One of Europe’s most hotly-anticipated sleeper services to launch this year, the Paris-Berlin night train (owned by NightJet, the sleeper arm of Austrian national rail operator ÖBB) set off on its first sold-out journey on Monday.

Train maestro The Man in Seat 61 posted details of the timetable for the Paris-Berlin route back in August. Trains will depart from Paris’s Gare de l’Est at 7.12pm and will stop at Strasbourg, Frankfurt, Erfurt and Berlin Südkreuz before arriving at Berlin’s main station at 8.26am.

In the opposite direction, the train will not stop at Berlin Südkreuz, but will make a stop in the city of Halle. The Berlin-Paris train will run slightly later, leaving at 8.18pm and arriving at 10.24am the next day. 

What’s more, Gare de l’Est’s proximity to Gare du Nord means the new services will be an easy connection for those arriving on the Eurostar from London. It’s only a ten-minute walk between the two Paris stations.

And if you’d rather travel to Berlin via Brussels, you can do that instead. Leaving Brussels at 7.03pm and stopping in Cologne, a second ÖBB sleeper train will link up with the Paris-Berlin service in the middle of the night, arriving together at 8.26am. On the return journey, you’ll leave Berlin at 8.18pm, split off during the night, and arrive back in Brussels at 9.56am. (Here’s the full timetable.)

The Paris/Brussels-Berlin sleeper train will initially run three times a week, with a daily service planned from autumn 2024.

Ticket prices start at around €50 for a berth in a 6-bed cabin.
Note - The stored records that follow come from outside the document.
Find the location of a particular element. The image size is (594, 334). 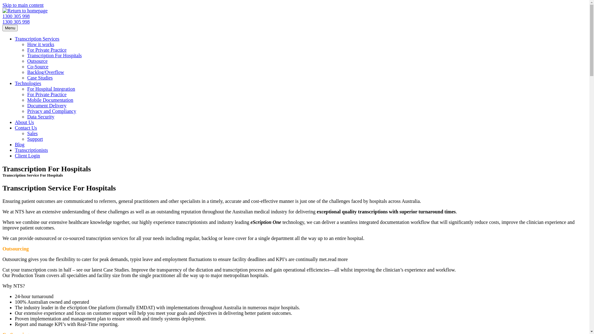

Skip to main content is located at coordinates (23, 5).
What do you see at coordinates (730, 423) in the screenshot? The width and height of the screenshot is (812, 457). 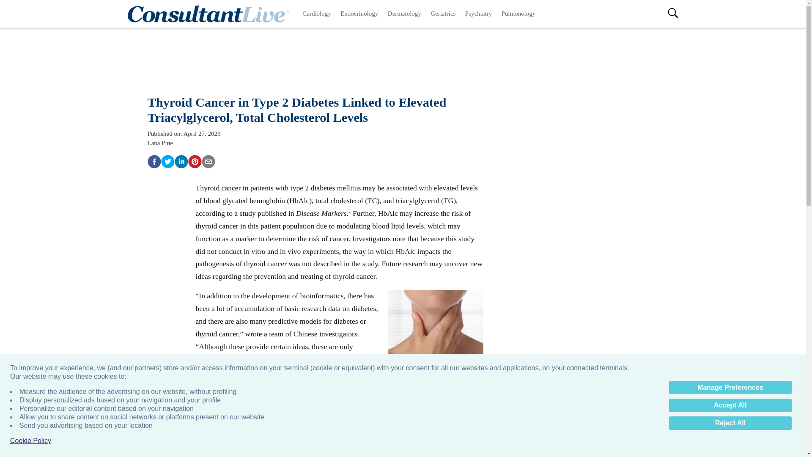 I see `Reject All` at bounding box center [730, 423].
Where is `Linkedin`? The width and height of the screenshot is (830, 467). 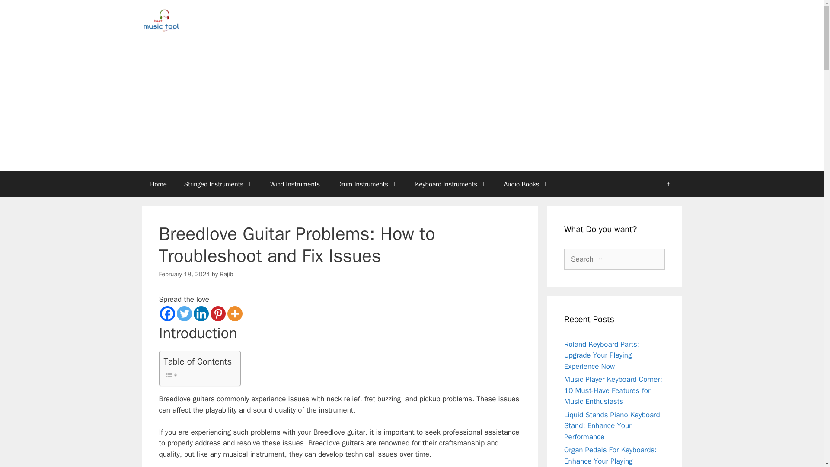 Linkedin is located at coordinates (201, 314).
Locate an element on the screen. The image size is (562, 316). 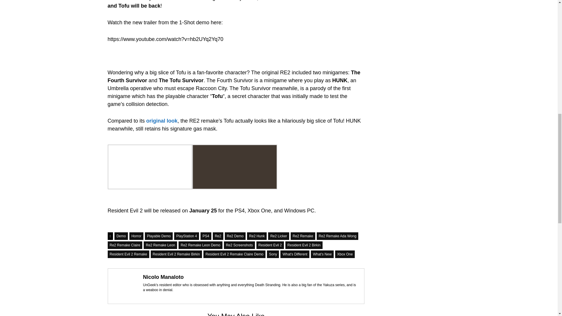
PS4 is located at coordinates (206, 236).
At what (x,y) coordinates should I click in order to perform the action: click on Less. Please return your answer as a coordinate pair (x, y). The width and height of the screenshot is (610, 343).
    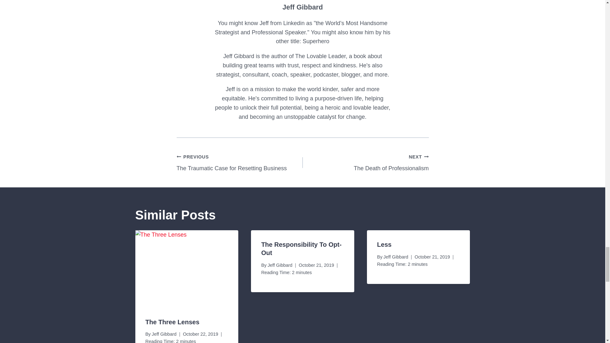
    Looking at the image, I should click on (384, 245).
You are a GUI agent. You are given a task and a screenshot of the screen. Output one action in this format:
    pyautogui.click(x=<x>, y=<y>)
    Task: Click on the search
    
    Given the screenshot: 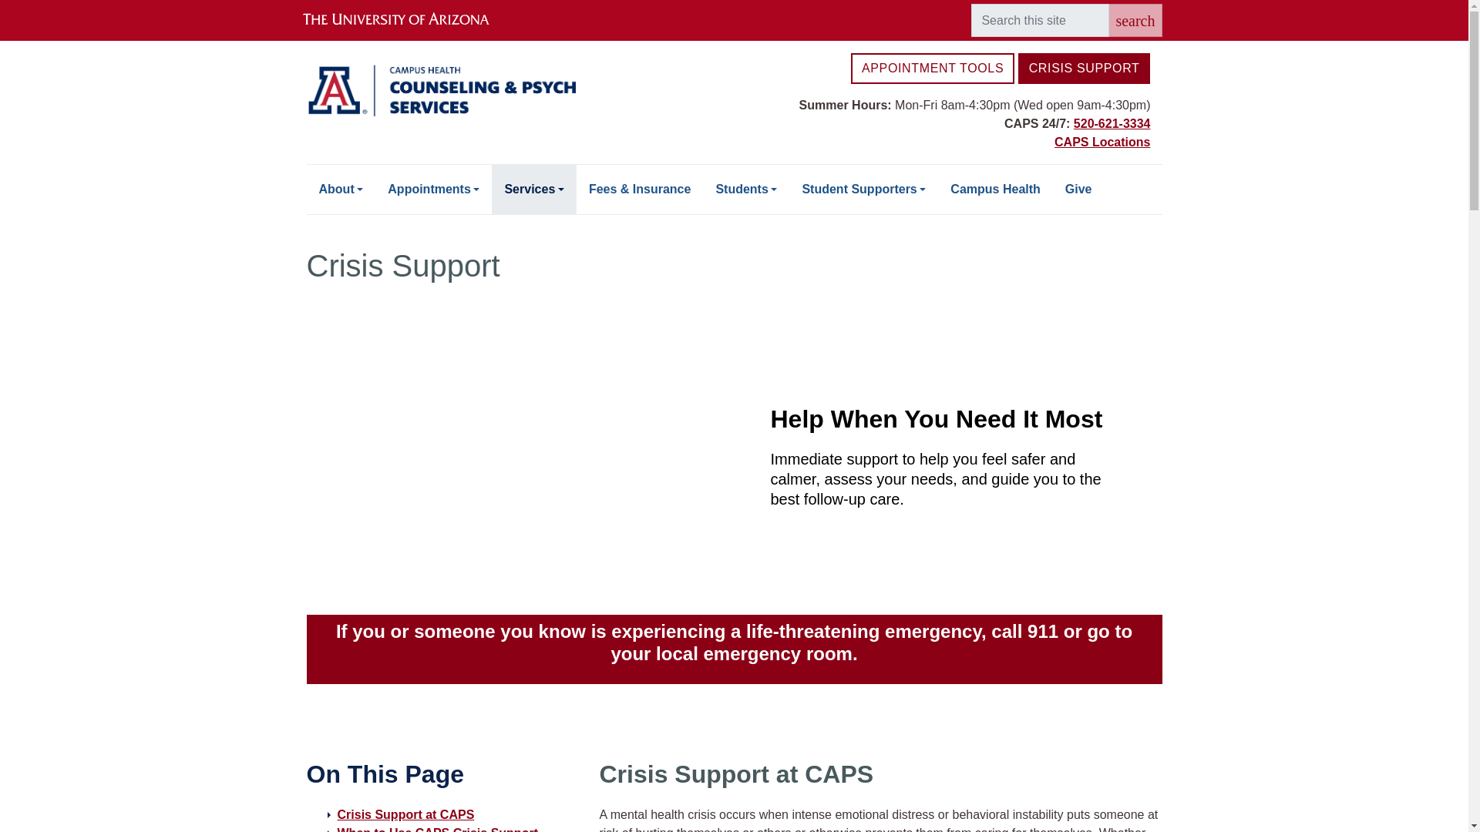 What is the action you would take?
    pyautogui.click(x=1134, y=20)
    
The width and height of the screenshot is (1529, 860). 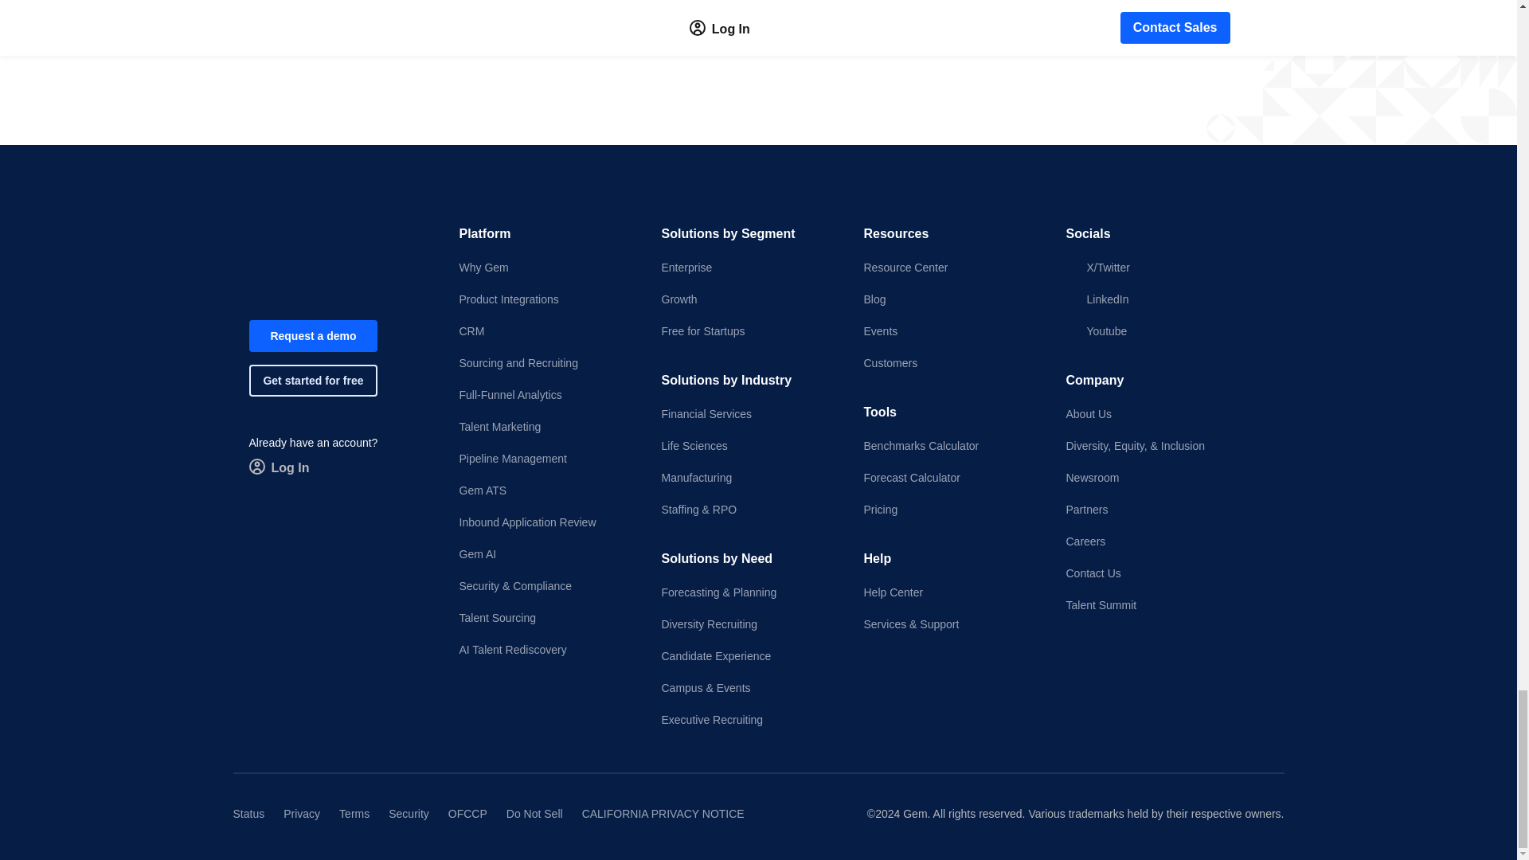 What do you see at coordinates (546, 268) in the screenshot?
I see `Why Gem` at bounding box center [546, 268].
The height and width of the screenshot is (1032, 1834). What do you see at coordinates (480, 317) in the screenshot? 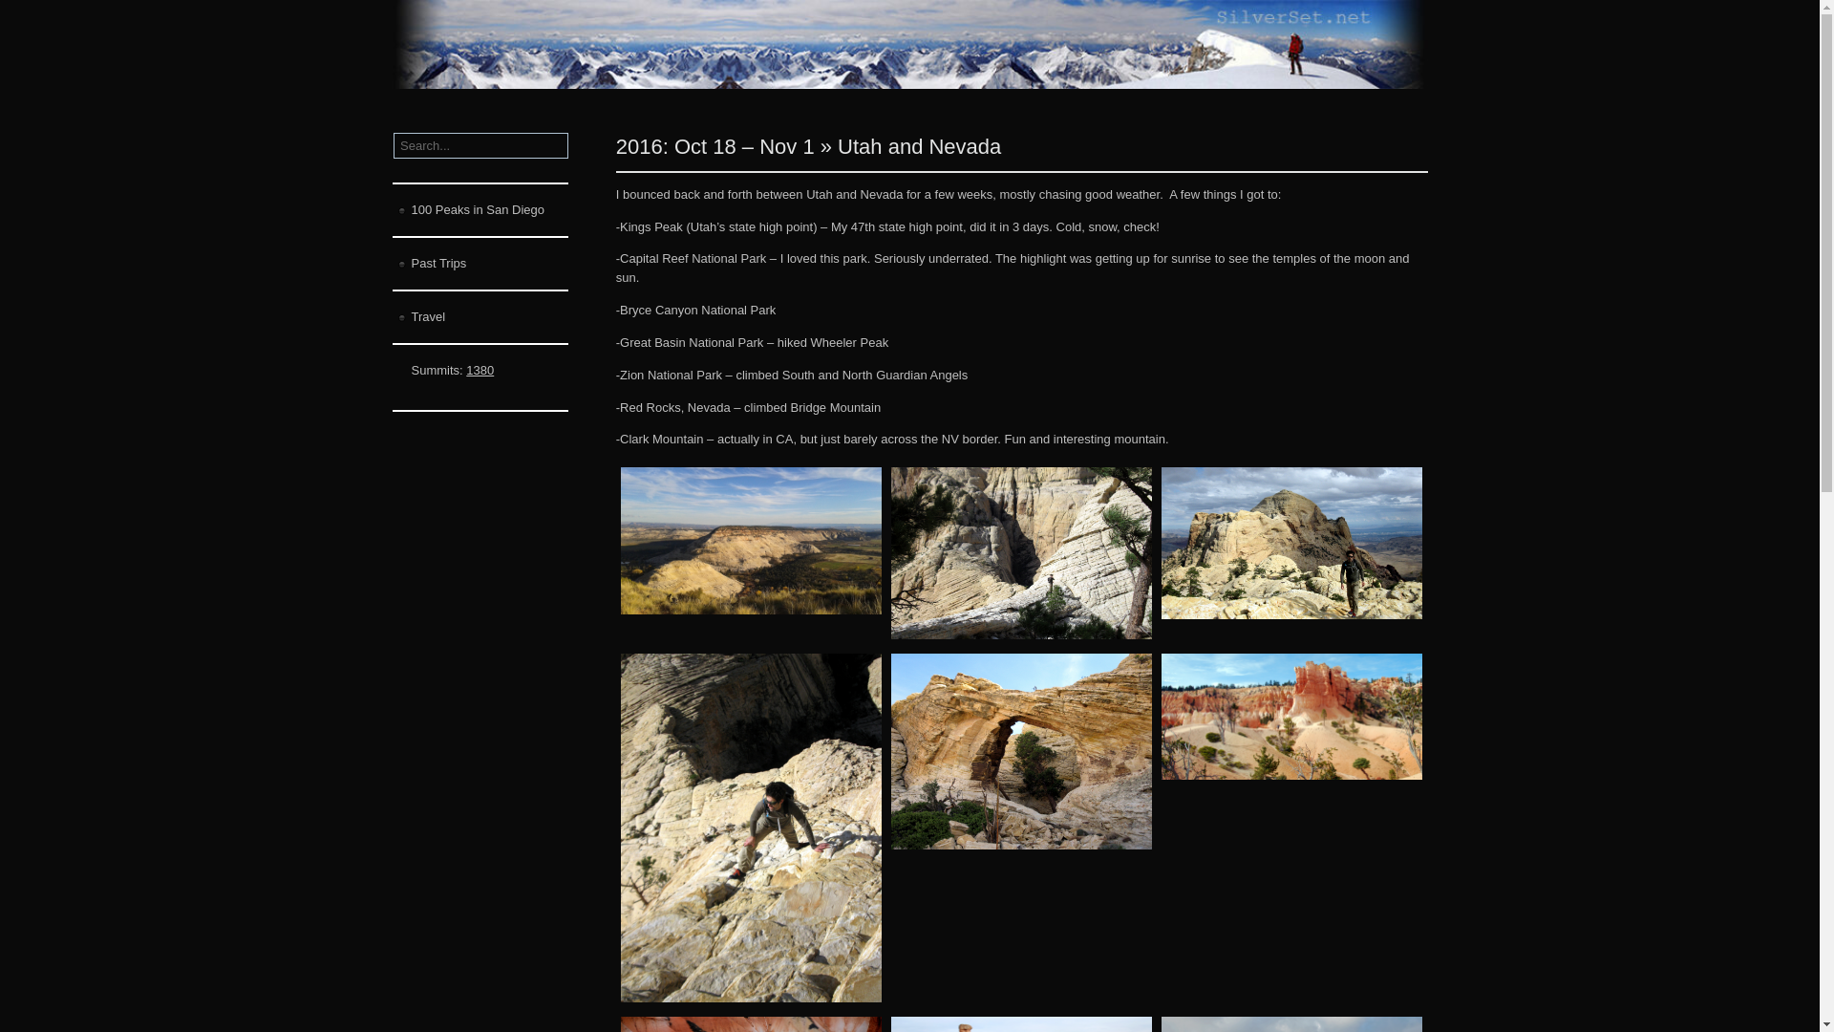
I see `Travel` at bounding box center [480, 317].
That’s a little cheaper than the European Sleeper night train from Brussels to Berlin, and with more modern carriages.

So, as of yesterday (December 11), youre officially able to fall asleep in Paris and wake up in Berlin. Anyone for Christmas in Germany?

Did you see that this European capital has been named the world’s best city destination in 2023?